It's been a good week for ... stressed-out chefs
If you’ve ever spent hours in the kitchen preparing a three-course meal for six dinner-party guests, you’ll know the pressures that can result: will everything be cooked to perfection and be ready in time? Is that Gordon Ramsay dessert – slow-baked quince with crème catalan, Pedro Ximinez gélée and acacia honey granita – just, well, too extravagantly ambitious for you?
Imagine, then, the pressures that come with being an acclaimed chef with no fewer than three Michelin stars. Five hundred meals a day going out of your kitchen – and any one of them could be assessed by a Michelin inspector. Kudos, then, to Sébastien Bras, fêted owner of Le Suquet restaurant in Laguiole, who has asked Michelin to strip him of his three stars on the grounds that he would like to cook first-rate food without the attendant pressures of accolades and of lurking inspectors.
Bras, whose cooking has been Michelin-described as “spellbinding”, says: “Today, at 46 years old, I want to give a new meaning to my life ... and redefine what is essential.” He says it doesn’t matter if he becomes less famous as a result. Michelin “notes and respects” his request, which will be given due consideration.

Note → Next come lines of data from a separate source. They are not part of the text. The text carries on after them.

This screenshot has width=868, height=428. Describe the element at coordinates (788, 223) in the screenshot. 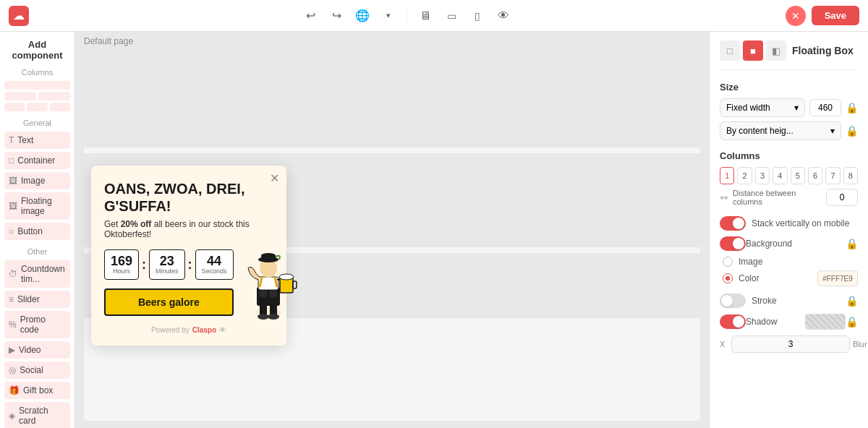

I see `stack-vertically-row: Stack vertically on mobile` at that location. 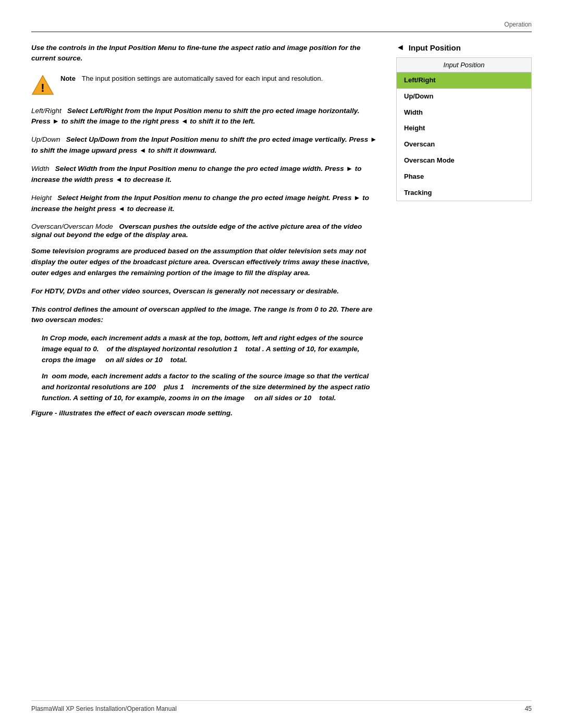 What do you see at coordinates (435, 48) in the screenshot?
I see `sidebar-title: Input Position` at bounding box center [435, 48].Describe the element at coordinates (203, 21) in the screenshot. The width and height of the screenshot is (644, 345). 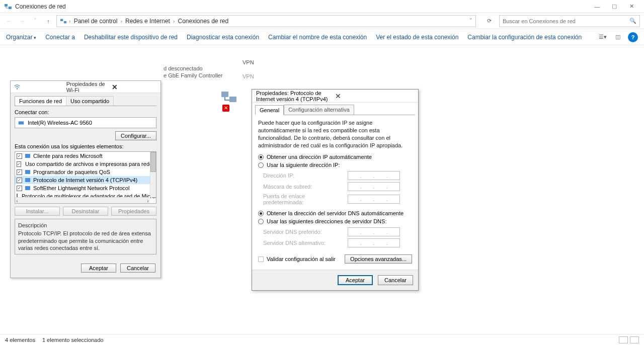
I see `breadcrumb-item: Conexiones de red` at that location. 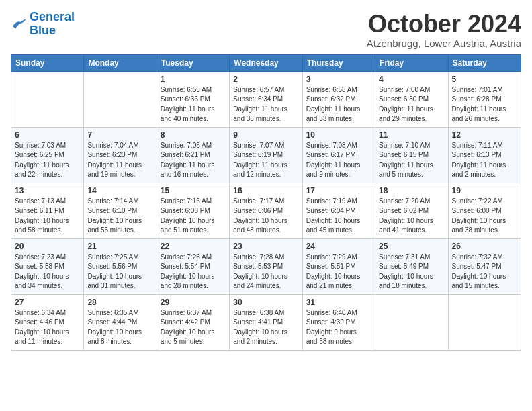 I want to click on weekday-header-tuesday: Tuesday, so click(x=193, y=63).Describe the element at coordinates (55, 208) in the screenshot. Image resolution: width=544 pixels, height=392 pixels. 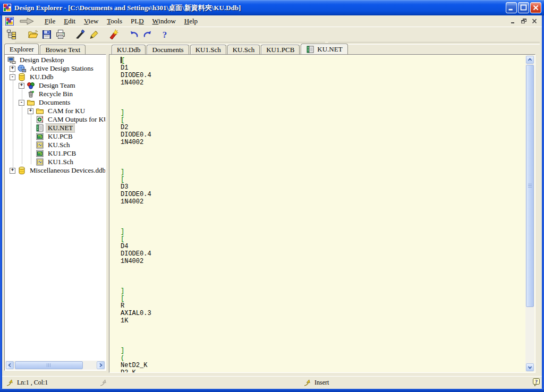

It’s been a bad week for … goldfish
Australian scientists have warned people not to flush their unwanted pet goldfish down the loo. A news report from Perth, Western Australia, says “feral goldfish” the size of footballs have been invading freshwater rivers via estuaries, posing a potential death threat for native species, wreaking environmental havoc and stirring up sediment.
The President of the British Veterinary Association, Gudrun Ravetz, has described the practice of flushing away one’s pets as “a pretty abhorrent way of disposing with an animal”, adding: “We’d hope that it isn’t happening in Britain.”
Sadly, however, it does happen from time to time. In 2009, a goldfish was rescued from a South Lanarkshire sewage plant. It’s understood that the creature – named, for some reason, as Poo - had merely wanted to give new meaning to his life, and redefine what was essential.